Care Management • Eldercare Advocacy • Dementia Care
Care Management • Eldercare Advocacy • Dementia Care
Very few tasks are more stressful for a family member than being an Alzheimer’s caregiver. As you and your family find it more difficult to care for or communicate with your loved one, you may be more apt to be angry and frustrated. At the more advanced stages of the disease, you may be caring for someone you’ve known for fifty years, but who doesn’t recognize you in return. Your mother may look at you innocently, call you by the wrong name, and begin to tell you about her daughter whom she calls by the name of your grandmother. Your father, with whom you’ve had a lifelong close relationship and who adored his grandchildren, may ask you who you are and tell you he’s sorry he didn’t have children. It’s easy to understand why depression is so prevalent in Alzheimer’s families. It’s also easy to understand the anger you might feel when a loved one asks the same question repeatedly even though you answered it seven times in the last five minutes, walks away in response to a request to “sit down, Mom,” or even becomes aggressive and actually strikes you with no warning and for what appears to be no reason at all. There is a reason for all these actions and reactions.
We learn by association and memory. When your loved one’s memory fails, your loved one may no longer remember the names of beloved family members, pets, friends, his home address, telephone numbers, eating and personal grooming habits, and all the rest of a lifetime’s learning and memory storage. Your loved one doesn’t remember asking the same question repeatedly (or even once before), may not remember what “sit down, Mom” means, and may act aggressively out of fear, confusion, frustration that she is unable to communicate with you, or simply because that’s a symptom of Alzheimer’s disease. Because you can’t “see” the impaired cognitive function of your loved one’s brain, your loved one may look perfectly healthy. It’s difficult for caregivers with normal memory function to imagine living with no memories of as recent a time span as five minutes ago.
A major cause of tension is the lack of understanding of how to handle routine tasks such as dressing, eating, or family gatherings so that problems are minimized. Specific Alzheimer’s training and coping techniques are critical to controlling stress levels. Without specific training, usually available from your local Alzheimer’s organization or Area Agency for Aging, you may not understand that the reason your loved one continues to ask the same question over and over again is because they have no memory of having asked it the first time. You may not realize that angry, hostile behavior from your loved one when you insist on a bath may be because your loved one has forgotten what water is, and they may be frightened. Your loved one, who practiced modesty for eighty-five years, may be embarrassed to undress in front of you or anyone else.
As your loved one’s memory and skills decrease, it’s important that your knowledge of AD and your coping skills increase. The primary rule is: The more confused your loved one feels, the more difficulty you will have communicating and accomplishing even the simplest task. These twelve suggestions will help keep both you and your loved one on a more even emotional plane, and that will make routine tasks simpler.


- Work to be completed -
Return each entry word for word, without its pictures.

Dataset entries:
------------------------------------

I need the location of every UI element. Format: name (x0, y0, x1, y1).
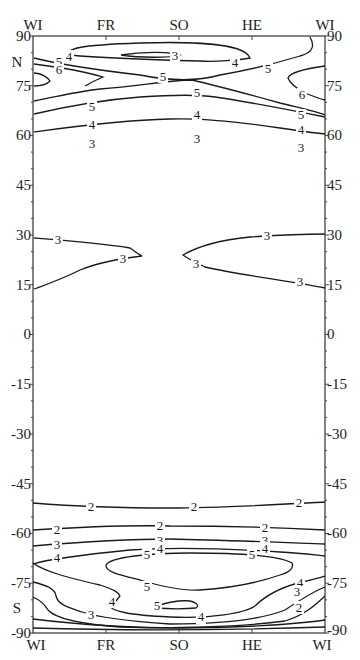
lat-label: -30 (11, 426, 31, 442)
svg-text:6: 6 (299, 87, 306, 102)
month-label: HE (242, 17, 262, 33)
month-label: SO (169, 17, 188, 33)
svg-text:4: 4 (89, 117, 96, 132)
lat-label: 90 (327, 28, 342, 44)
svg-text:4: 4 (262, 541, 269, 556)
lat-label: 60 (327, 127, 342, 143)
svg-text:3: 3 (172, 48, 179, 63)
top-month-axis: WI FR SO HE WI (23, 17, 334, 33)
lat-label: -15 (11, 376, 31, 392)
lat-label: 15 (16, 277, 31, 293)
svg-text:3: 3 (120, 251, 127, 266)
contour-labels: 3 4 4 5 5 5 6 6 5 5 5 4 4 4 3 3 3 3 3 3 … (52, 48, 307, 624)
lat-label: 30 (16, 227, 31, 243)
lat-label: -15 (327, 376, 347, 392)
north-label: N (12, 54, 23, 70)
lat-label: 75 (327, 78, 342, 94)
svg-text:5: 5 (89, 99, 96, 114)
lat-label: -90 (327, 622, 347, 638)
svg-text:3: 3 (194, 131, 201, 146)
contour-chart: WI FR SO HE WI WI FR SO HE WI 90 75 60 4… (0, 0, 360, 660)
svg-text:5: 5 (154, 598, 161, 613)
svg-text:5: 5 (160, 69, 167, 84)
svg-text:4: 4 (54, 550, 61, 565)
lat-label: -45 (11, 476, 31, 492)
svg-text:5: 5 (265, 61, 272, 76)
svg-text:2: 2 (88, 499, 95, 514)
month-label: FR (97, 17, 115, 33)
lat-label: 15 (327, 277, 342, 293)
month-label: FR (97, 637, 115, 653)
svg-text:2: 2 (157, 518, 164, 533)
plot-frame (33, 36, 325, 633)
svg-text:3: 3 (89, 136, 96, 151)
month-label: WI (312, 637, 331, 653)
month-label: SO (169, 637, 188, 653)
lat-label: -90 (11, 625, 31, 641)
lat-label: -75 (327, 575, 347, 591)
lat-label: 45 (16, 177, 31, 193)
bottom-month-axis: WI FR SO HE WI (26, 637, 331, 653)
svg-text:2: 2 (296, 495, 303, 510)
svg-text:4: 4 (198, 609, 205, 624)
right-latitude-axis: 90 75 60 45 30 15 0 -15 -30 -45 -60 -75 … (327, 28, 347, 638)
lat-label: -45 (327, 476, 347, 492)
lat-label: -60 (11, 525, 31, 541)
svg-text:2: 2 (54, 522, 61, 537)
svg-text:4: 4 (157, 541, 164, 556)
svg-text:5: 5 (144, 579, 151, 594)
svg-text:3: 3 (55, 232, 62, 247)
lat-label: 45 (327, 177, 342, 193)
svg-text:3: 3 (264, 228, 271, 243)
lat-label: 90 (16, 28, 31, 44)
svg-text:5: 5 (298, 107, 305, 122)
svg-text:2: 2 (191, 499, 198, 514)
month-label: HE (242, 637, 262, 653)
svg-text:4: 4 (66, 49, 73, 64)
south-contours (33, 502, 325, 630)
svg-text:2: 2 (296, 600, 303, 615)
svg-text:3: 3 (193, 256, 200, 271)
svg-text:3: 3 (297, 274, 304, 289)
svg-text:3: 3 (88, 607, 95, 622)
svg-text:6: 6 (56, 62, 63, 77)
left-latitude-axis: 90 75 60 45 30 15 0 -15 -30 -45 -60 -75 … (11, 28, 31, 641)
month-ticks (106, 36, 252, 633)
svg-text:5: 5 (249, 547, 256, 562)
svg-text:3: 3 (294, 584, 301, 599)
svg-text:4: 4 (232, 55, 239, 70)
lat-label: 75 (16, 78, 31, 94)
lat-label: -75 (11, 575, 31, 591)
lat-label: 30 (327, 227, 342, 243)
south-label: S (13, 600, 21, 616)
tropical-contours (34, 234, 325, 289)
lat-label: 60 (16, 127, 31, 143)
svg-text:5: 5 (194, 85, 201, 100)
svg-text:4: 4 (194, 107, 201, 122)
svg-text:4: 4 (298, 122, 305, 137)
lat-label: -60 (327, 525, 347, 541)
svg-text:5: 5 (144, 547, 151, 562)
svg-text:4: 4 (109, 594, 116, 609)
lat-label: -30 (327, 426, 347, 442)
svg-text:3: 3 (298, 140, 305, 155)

------------------------------------

- Your solution -
I need the location of every UI element. Format: name (x0, y0, x1, y1).
lat-label: -30 (11, 426, 31, 442)
svg-text:6: 6 (299, 87, 306, 102)
month-label: HE (242, 17, 262, 33)
month-label: SO (169, 17, 188, 33)
svg-text:4: 4 (89, 117, 96, 132)
lat-label: 90 (327, 28, 342, 44)
svg-text:4: 4 (262, 541, 269, 556)
lat-label: 60 (327, 127, 342, 143)
svg-text:3: 3 (172, 48, 179, 63)
top-month-axis: WI FR SO HE WI (23, 17, 334, 33)
lat-label: -15 (11, 376, 31, 392)
lat-label: 15 (16, 277, 31, 293)
svg-text:3: 3 (120, 251, 127, 266)
contour-labels: 3 4 4 5 5 5 6 6 5 5 5 4 4 4 3 3 3 3 3 3 … (52, 48, 307, 624)
lat-label: 30 (16, 227, 31, 243)
lat-label: -15 (327, 376, 347, 392)
north-label: N (12, 54, 23, 70)
lat-label: 75 (327, 78, 342, 94)
svg-text:5: 5 (89, 99, 96, 114)
lat-label: -90 (327, 622, 347, 638)
svg-text:3: 3 (194, 131, 201, 146)
contour-chart: WI FR SO HE WI WI FR SO HE WI 90 75 60 4… (0, 0, 360, 660)
svg-text:5: 5 (154, 598, 161, 613)
svg-text:5: 5 (160, 69, 167, 84)
svg-text:4: 4 (54, 550, 61, 565)
lat-label: -45 (11, 476, 31, 492)
svg-text:5: 5 (265, 61, 272, 76)
svg-text:2: 2 (88, 499, 95, 514)
month-label: FR (97, 17, 115, 33)
lat-label: 15 (327, 277, 342, 293)
month-label: FR (97, 637, 115, 653)
svg-text:2: 2 (157, 518, 164, 533)
plot-frame (33, 36, 325, 633)
svg-text:3: 3 (89, 136, 96, 151)
month-label: WI (312, 637, 331, 653)
month-label: SO (169, 637, 188, 653)
lat-label: -90 (11, 625, 31, 641)
lat-label: -75 (327, 575, 347, 591)
lat-label: 45 (16, 177, 31, 193)
bottom-month-axis: WI FR SO HE WI (26, 637, 331, 653)
svg-text:2: 2 (296, 495, 303, 510)
svg-text:4: 4 (198, 609, 205, 624)
right-latitude-axis: 90 75 60 45 30 15 0 -15 -30 -45 -60 -75 … (327, 28, 347, 638)
lat-label: -45 (327, 476, 347, 492)
lat-label: -60 (11, 525, 31, 541)
svg-text:2: 2 (54, 522, 61, 537)
svg-text:4: 4 (157, 541, 164, 556)
svg-text:5: 5 (144, 579, 151, 594)
svg-text:3: 3 (55, 232, 62, 247)
lat-label: 45 (327, 177, 342, 193)
svg-text:3: 3 (264, 228, 271, 243)
lat-label: 90 (16, 28, 31, 44)
svg-text:5: 5 (298, 107, 305, 122)
svg-text:2: 2 (191, 499, 198, 514)
month-label: HE (242, 637, 262, 653)
svg-text:4: 4 (66, 49, 73, 64)
south-contours (33, 502, 325, 630)
svg-text:2: 2 (296, 600, 303, 615)
svg-text:3: 3 (193, 256, 200, 271)
svg-text:3: 3 (297, 274, 304, 289)
svg-text:3: 3 (88, 607, 95, 622)
svg-text:6: 6 (56, 62, 63, 77)
left-latitude-axis: 90 75 60 45 30 15 0 -15 -30 -45 -60 -75 … (11, 28, 31, 641)
month-ticks (106, 36, 252, 633)
svg-text:5: 5 (249, 547, 256, 562)
svg-text:3: 3 (294, 584, 301, 599)
svg-text:4: 4 (232, 55, 239, 70)
lat-label: 75 (16, 78, 31, 94)
lat-label: -75 (11, 575, 31, 591)
lat-label: 30 (327, 227, 342, 243)
south-label: S (13, 600, 21, 616)
tropical-contours (34, 234, 325, 289)
lat-label: 60 (16, 127, 31, 143)
svg-text:5: 5 (194, 85, 201, 100)
svg-text:4: 4 (194, 107, 201, 122)
svg-text:4: 4 (298, 122, 305, 137)
lat-label: -60 (327, 525, 347, 541)
svg-text:5: 5 (144, 547, 151, 562)
svg-text:4: 4 (109, 594, 116, 609)
lat-label: -30 (327, 426, 347, 442)
svg-text:3: 3 (298, 140, 305, 155)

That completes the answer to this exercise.